[Saved data entries]

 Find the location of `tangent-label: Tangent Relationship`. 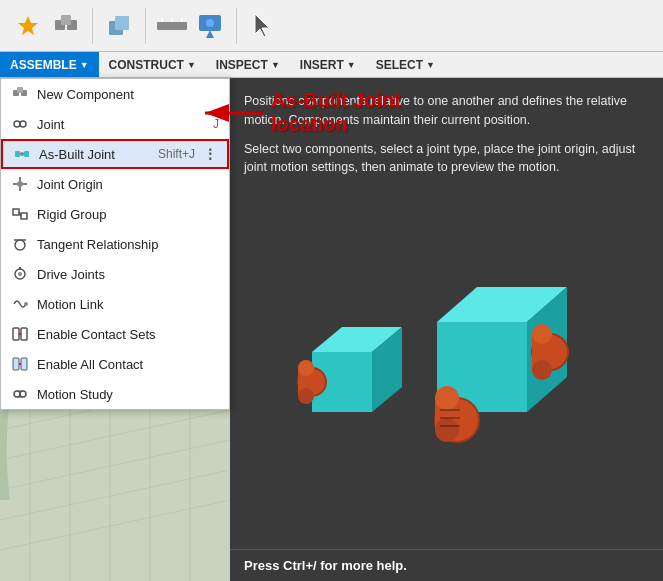

tangent-label: Tangent Relationship is located at coordinates (128, 244).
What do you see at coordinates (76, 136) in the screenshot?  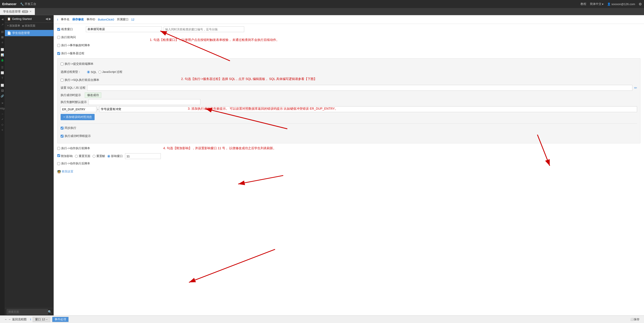 I see `success-popup-label: 执行成功时弹框提示` at bounding box center [76, 136].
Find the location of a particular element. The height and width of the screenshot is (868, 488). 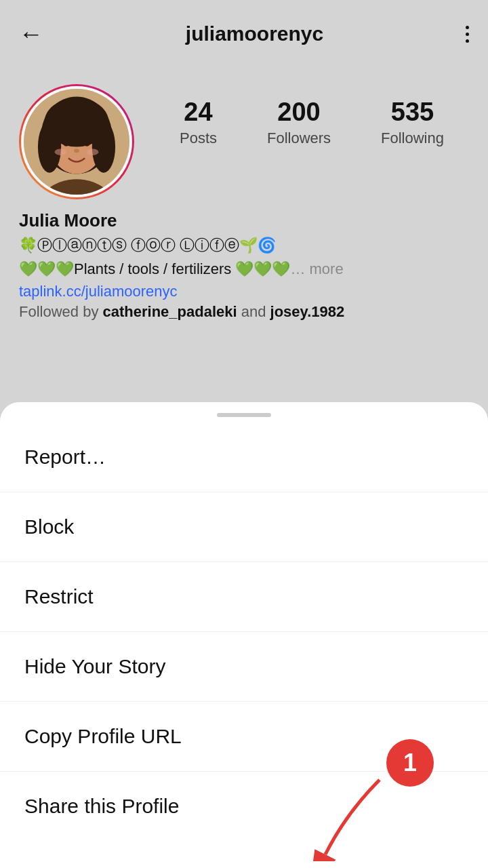

profile-username: juliamoorenyc is located at coordinates (255, 34).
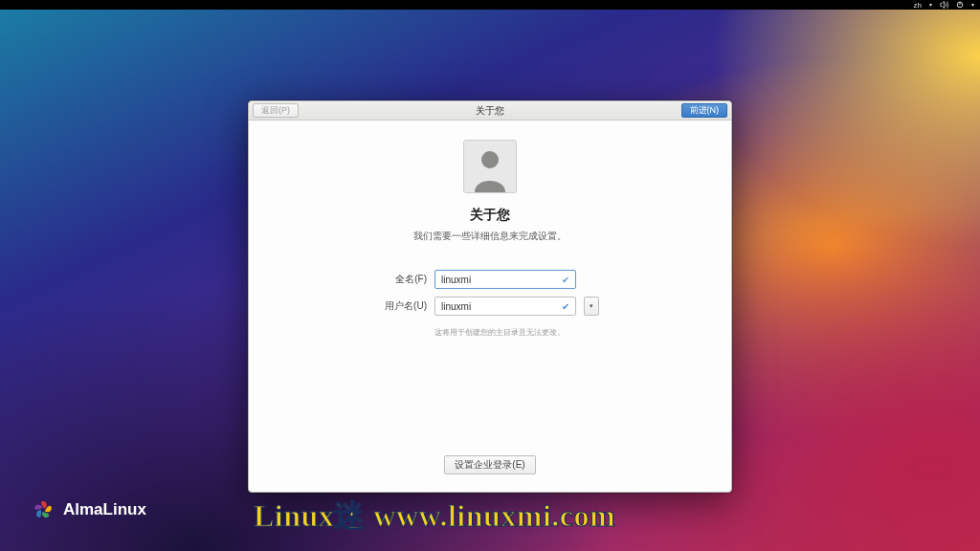  What do you see at coordinates (960, 5) in the screenshot?
I see `power-icon` at bounding box center [960, 5].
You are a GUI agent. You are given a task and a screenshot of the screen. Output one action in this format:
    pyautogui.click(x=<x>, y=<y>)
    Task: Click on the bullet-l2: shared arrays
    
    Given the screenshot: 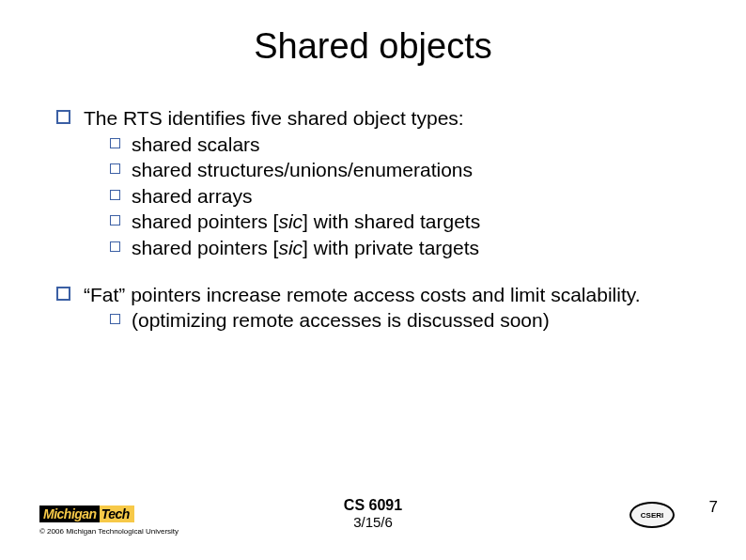 What is the action you would take?
    pyautogui.click(x=387, y=196)
    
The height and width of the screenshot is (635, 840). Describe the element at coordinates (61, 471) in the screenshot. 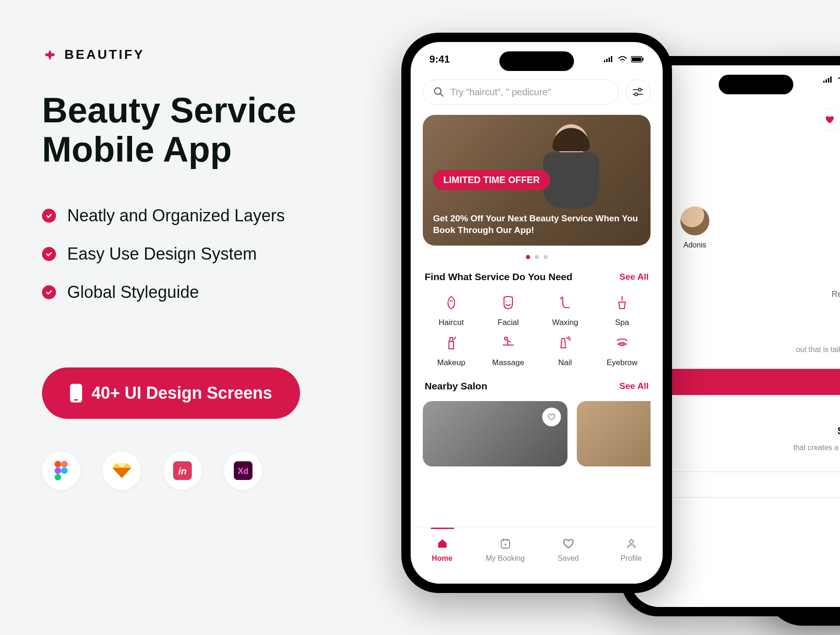

I see `figma-icon` at that location.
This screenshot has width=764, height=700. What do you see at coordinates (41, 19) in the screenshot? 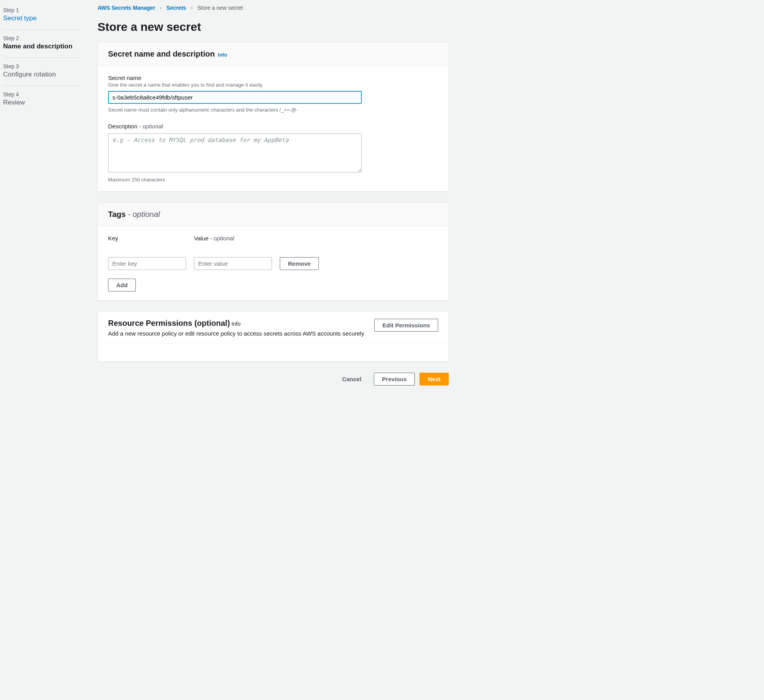
I see `step-title: Secret type` at bounding box center [41, 19].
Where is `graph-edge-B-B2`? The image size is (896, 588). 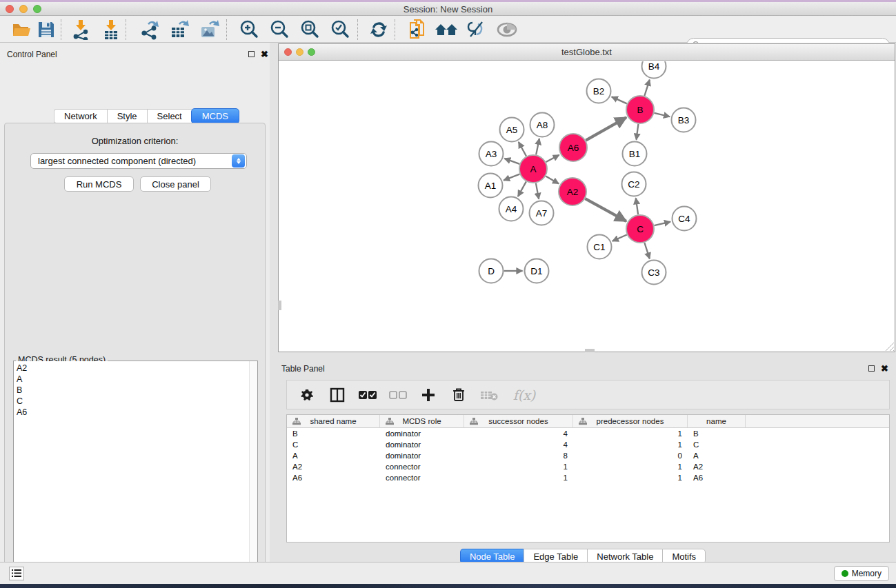
graph-edge-B-B2 is located at coordinates (619, 100).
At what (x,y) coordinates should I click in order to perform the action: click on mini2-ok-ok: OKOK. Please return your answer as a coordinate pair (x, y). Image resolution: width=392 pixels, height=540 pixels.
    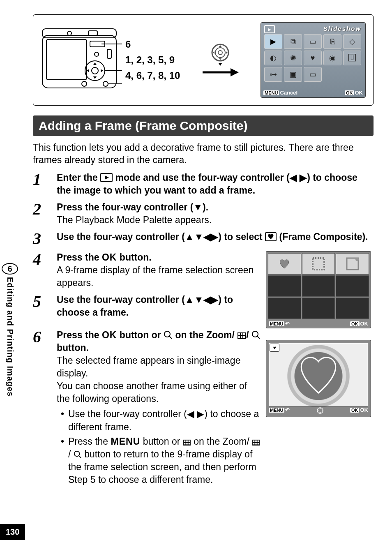
    Looking at the image, I should click on (359, 411).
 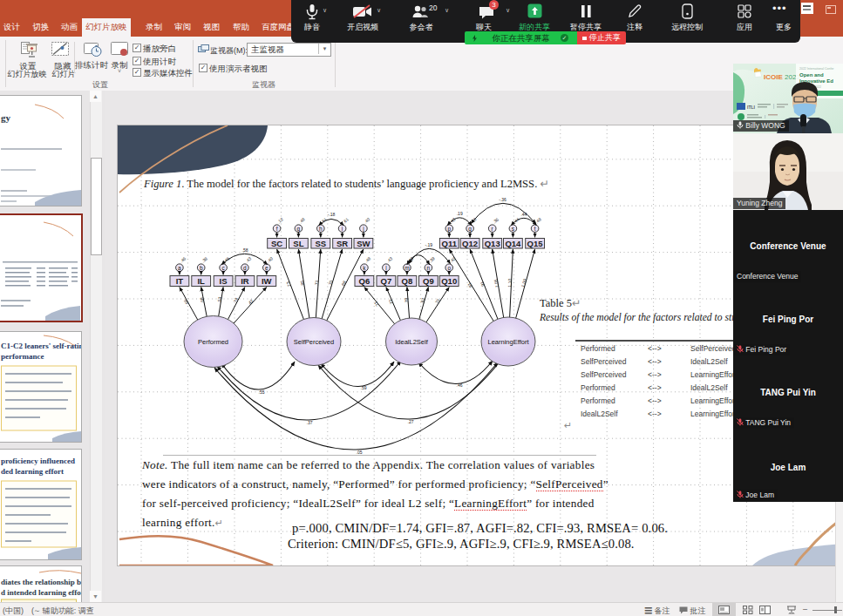 What do you see at coordinates (41, 582) in the screenshot?
I see `svg-text:diates the relationship betwee: diates the relationship between` at bounding box center [41, 582].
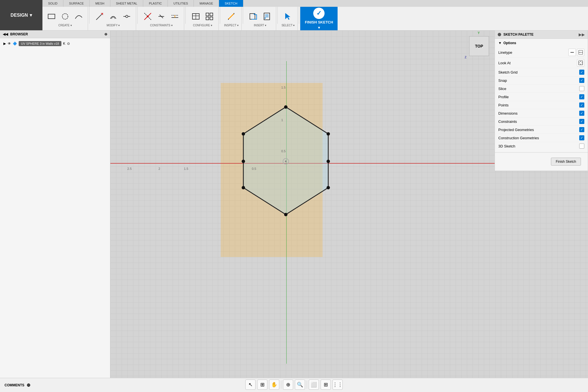 This screenshot has height=392, width=588. Describe the element at coordinates (181, 3) in the screenshot. I see `tab-utilities: UTILITIES` at that location.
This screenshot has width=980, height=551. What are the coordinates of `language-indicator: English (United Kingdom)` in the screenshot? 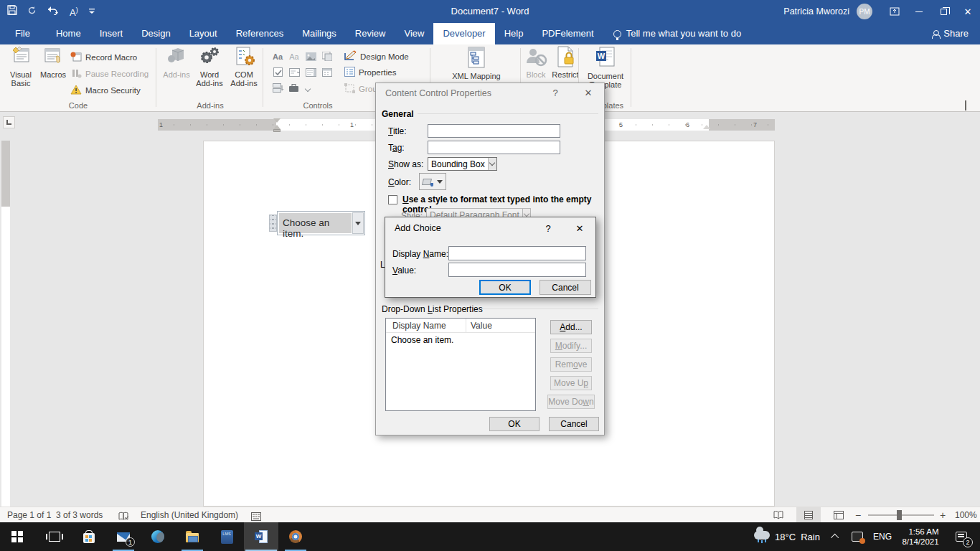 It's located at (189, 515).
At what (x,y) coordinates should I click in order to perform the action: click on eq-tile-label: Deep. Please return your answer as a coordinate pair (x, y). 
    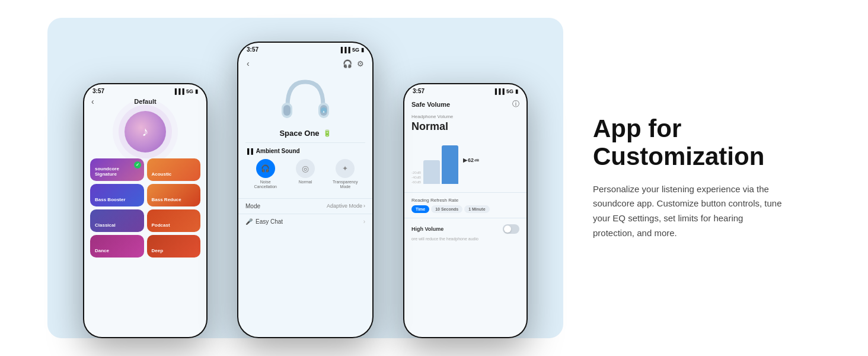
    Looking at the image, I should click on (158, 250).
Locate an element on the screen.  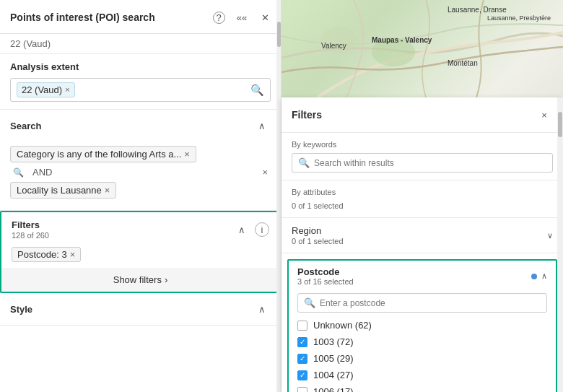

What is required
Begin with the line above that has "You are a GUI" and continue through the line that has "Task: Click on", setting each one down exactly. Stop there.

Answer to this exercise
You are a GUI agent. You are given a task and a screenshot of the screen. Output one action in this format:
    pyautogui.click(x=<x>, y=<y>)
    Task: Click on the bullet-l2: shared arrays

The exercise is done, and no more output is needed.